#### Supplied entries ####

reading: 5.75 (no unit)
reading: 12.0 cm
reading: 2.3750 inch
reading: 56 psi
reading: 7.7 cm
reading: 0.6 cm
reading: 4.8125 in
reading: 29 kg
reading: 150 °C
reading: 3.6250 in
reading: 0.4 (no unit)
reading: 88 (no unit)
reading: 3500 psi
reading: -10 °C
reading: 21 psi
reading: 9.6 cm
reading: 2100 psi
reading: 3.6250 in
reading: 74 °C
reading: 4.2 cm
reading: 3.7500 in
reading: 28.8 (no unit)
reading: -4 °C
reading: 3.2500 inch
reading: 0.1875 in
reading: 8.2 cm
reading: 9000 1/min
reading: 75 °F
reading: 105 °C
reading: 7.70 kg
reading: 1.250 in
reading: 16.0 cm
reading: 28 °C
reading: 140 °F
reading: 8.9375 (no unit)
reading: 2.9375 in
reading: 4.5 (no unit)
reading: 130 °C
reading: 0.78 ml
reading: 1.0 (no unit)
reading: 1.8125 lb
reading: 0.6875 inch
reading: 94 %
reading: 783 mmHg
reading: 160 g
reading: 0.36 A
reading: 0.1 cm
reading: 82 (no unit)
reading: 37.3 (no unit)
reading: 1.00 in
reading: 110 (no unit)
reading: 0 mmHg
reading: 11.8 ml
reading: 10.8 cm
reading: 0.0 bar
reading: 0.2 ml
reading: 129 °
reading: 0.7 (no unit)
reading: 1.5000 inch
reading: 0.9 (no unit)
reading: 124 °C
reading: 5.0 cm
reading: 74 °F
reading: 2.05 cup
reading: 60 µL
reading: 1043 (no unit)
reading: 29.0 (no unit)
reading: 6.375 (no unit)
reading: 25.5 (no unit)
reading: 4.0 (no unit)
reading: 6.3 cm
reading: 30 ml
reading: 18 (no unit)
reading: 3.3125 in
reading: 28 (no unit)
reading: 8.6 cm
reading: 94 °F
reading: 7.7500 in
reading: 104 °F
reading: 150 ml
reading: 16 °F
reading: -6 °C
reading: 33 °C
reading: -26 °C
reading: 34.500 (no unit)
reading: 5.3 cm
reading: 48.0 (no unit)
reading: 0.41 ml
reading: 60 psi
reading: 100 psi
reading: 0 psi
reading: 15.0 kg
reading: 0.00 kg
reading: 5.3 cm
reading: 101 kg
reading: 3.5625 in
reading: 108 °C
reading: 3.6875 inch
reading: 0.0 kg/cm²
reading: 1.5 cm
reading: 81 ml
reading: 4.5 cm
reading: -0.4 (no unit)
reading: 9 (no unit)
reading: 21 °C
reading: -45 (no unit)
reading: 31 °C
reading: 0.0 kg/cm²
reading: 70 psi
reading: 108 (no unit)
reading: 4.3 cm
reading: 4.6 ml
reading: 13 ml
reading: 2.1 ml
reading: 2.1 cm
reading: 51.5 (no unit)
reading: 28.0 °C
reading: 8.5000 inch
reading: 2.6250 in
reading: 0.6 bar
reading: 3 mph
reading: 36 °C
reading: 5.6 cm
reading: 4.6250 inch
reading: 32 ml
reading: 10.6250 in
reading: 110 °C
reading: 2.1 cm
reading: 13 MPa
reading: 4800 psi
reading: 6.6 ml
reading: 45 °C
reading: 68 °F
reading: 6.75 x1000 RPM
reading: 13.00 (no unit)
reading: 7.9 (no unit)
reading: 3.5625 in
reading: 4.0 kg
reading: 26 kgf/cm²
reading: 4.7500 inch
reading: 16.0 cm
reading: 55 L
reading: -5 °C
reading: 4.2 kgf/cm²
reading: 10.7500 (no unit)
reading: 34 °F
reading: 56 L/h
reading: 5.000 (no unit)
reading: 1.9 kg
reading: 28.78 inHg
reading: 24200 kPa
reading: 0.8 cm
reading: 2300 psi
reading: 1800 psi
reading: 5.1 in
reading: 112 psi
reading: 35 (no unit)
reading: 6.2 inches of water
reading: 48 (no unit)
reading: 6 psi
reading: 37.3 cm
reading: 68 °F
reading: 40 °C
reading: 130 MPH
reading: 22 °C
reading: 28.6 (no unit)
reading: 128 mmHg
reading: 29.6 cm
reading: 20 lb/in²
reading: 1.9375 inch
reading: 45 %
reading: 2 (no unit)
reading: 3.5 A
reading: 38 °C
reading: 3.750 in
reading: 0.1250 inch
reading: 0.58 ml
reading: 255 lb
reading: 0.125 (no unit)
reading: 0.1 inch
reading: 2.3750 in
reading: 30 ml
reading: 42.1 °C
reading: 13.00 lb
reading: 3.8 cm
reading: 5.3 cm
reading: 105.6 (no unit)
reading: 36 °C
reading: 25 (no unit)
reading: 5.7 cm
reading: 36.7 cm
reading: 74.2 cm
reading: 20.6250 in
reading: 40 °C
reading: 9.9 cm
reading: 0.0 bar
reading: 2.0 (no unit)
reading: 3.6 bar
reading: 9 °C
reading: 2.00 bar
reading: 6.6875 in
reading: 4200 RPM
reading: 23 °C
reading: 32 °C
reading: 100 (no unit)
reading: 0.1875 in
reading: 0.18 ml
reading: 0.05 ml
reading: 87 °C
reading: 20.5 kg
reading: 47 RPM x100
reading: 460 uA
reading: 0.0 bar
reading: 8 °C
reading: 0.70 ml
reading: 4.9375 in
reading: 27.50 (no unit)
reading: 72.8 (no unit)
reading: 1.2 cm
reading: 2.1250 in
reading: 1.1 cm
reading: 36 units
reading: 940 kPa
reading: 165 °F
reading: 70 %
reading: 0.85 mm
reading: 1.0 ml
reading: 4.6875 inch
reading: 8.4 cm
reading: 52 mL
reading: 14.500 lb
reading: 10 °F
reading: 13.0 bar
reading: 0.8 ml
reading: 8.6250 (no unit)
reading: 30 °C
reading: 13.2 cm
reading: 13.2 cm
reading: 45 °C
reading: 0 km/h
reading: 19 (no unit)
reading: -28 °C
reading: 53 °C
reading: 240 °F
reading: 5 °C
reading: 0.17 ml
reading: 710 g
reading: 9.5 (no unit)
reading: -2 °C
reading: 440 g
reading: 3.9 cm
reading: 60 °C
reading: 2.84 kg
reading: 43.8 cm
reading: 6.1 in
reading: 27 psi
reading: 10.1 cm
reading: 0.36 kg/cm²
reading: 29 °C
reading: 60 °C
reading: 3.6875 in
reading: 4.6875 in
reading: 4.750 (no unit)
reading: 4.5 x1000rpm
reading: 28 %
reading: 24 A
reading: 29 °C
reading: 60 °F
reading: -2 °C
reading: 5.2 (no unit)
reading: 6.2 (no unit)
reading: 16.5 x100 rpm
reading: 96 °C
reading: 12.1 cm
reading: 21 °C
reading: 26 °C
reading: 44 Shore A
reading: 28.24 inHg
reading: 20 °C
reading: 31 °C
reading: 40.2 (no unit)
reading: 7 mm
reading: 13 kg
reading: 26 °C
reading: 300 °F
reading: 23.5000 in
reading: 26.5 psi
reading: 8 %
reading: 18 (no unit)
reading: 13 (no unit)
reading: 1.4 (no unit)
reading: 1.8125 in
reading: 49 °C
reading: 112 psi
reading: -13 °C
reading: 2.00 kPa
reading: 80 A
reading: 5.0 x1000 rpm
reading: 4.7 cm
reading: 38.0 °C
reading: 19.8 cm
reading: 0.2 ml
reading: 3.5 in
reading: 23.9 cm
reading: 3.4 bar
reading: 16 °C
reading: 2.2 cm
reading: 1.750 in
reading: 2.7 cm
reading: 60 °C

####

◆ Task to complete ◆
Exactly and only the lines from the line containing "reading: 28.24 inHg" through the last line of the entries should be copied, both ends included.

◆ Solution ◆
reading: 28.24 inHg
reading: 20 °C
reading: 31 °C
reading: 40.2 (no unit)
reading: 7 mm
reading: 13 kg
reading: 26 °C
reading: 300 °F
reading: 23.5000 in
reading: 26.5 psi
reading: 8 %
reading: 18 (no unit)
reading: 13 (no unit)
reading: 1.4 (no unit)
reading: 1.8125 in
reading: 49 °C
reading: 112 psi
reading: -13 °C
reading: 2.00 kPa
reading: 80 A
reading: 5.0 x1000 rpm
reading: 4.7 cm
reading: 38.0 °C
reading: 19.8 cm
reading: 0.2 ml
reading: 3.5 in
reading: 23.9 cm
reading: 3.4 bar
reading: 16 °C
reading: 2.2 cm
reading: 1.750 in
reading: 2.7 cm
reading: 60 °C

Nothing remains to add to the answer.